Yolanda Ren (b. 2002) is a Chinese multidisciplinary artist currently based in Toronto. She completed her HBA in 2025 at the University of Toronto, Canada, specializing in Philosophy with a minor in Visual Studies. Her artistic practice mainly employs interactive installations and performance art to depict systemic alienation under neoliberal capitalism, and consequently exploring new possibilities for human connection and collective experience. She integrates objects, projections, images, video, text, performances, and interactive elements into her works. Her core objective is to transform philosophical theories through subjective interpretation and personal artistic expression, thereby bridging continental and analytic traditions and contemporary art.

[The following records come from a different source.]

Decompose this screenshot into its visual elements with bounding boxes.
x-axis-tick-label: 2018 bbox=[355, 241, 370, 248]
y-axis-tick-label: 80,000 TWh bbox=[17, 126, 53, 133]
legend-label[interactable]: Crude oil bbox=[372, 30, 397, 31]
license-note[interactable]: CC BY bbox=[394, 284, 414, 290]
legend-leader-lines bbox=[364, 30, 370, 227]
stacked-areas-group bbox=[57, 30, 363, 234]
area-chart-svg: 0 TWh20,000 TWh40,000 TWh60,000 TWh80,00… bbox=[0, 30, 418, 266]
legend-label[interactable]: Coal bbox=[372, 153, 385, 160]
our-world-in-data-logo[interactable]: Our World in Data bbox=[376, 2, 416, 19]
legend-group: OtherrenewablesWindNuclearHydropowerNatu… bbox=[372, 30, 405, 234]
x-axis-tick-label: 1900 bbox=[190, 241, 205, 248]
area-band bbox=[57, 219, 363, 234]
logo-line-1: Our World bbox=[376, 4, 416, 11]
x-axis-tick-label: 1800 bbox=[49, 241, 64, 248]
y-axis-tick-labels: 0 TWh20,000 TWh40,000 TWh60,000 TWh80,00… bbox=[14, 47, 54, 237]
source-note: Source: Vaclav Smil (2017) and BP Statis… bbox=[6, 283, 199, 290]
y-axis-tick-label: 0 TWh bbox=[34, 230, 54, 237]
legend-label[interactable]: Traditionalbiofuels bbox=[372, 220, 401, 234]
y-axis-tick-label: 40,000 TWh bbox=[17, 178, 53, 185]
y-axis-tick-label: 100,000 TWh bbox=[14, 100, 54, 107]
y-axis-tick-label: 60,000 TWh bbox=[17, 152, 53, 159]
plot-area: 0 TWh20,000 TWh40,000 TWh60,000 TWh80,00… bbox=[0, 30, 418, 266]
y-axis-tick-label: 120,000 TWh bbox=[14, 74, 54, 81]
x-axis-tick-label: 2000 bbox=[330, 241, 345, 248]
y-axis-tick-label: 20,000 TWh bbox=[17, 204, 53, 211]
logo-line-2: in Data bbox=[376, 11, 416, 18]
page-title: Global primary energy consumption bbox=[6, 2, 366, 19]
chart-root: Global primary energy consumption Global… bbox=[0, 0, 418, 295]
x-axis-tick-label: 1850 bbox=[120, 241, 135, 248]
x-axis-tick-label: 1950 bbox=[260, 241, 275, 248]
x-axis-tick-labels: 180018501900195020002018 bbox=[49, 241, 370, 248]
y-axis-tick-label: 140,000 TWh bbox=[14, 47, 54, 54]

Central to her methodology is embedding interactivity as a conceptual necessity. By constructing works as "social experiments," Ren transfers her artistic authority to viewers. The artwork thus evolves into a dynamic entity whose visual outcomes depend on participants’ actions—a direct critique of the passive zombification of audiences in traditional modern art and even interactive works that reduce viewers to zombie-like triggers of predetermined responses.

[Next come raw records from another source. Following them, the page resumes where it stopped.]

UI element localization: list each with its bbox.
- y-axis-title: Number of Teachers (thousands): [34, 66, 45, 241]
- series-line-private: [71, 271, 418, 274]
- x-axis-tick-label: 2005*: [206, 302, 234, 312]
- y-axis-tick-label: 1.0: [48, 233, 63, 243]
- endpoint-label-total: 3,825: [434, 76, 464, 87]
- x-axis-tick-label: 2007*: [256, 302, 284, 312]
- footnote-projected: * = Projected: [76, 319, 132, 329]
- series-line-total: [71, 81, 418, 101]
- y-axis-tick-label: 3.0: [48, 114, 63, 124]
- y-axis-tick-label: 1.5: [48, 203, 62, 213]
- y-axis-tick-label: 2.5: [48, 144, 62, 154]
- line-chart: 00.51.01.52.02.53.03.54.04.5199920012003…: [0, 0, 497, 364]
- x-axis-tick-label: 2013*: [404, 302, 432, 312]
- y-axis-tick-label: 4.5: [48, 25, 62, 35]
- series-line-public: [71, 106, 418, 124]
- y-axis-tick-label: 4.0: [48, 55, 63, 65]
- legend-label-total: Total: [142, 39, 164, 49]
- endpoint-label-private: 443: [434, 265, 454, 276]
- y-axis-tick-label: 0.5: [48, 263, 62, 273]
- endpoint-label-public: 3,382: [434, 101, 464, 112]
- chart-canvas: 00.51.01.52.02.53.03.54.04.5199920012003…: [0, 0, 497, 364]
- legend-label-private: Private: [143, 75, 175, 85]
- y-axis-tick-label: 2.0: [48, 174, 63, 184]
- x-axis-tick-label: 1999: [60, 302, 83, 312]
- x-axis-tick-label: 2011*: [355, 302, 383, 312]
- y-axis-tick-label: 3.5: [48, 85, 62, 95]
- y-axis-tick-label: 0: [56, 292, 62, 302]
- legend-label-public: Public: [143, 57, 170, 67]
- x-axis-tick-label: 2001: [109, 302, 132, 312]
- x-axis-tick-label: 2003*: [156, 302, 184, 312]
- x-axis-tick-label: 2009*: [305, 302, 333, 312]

Equally pivotal is her collective critique of systematic alienation. Her work exposes capitalism’s transformation of human relations into commodified exchanges, causing individuals to lose recognition of their authentic selves. Through highly interactive "social experiments," participants negotiate new modes of relations and interactions, challenge hierarchies and co-construct ephemeral "temporal micro-utopias." These spaces simultaneously deconstruct how societal power structures erode human bonds, and propose decentralized interaction as an alternative, emphasizing the transcendence of collective experience beyond capitalist frameworks.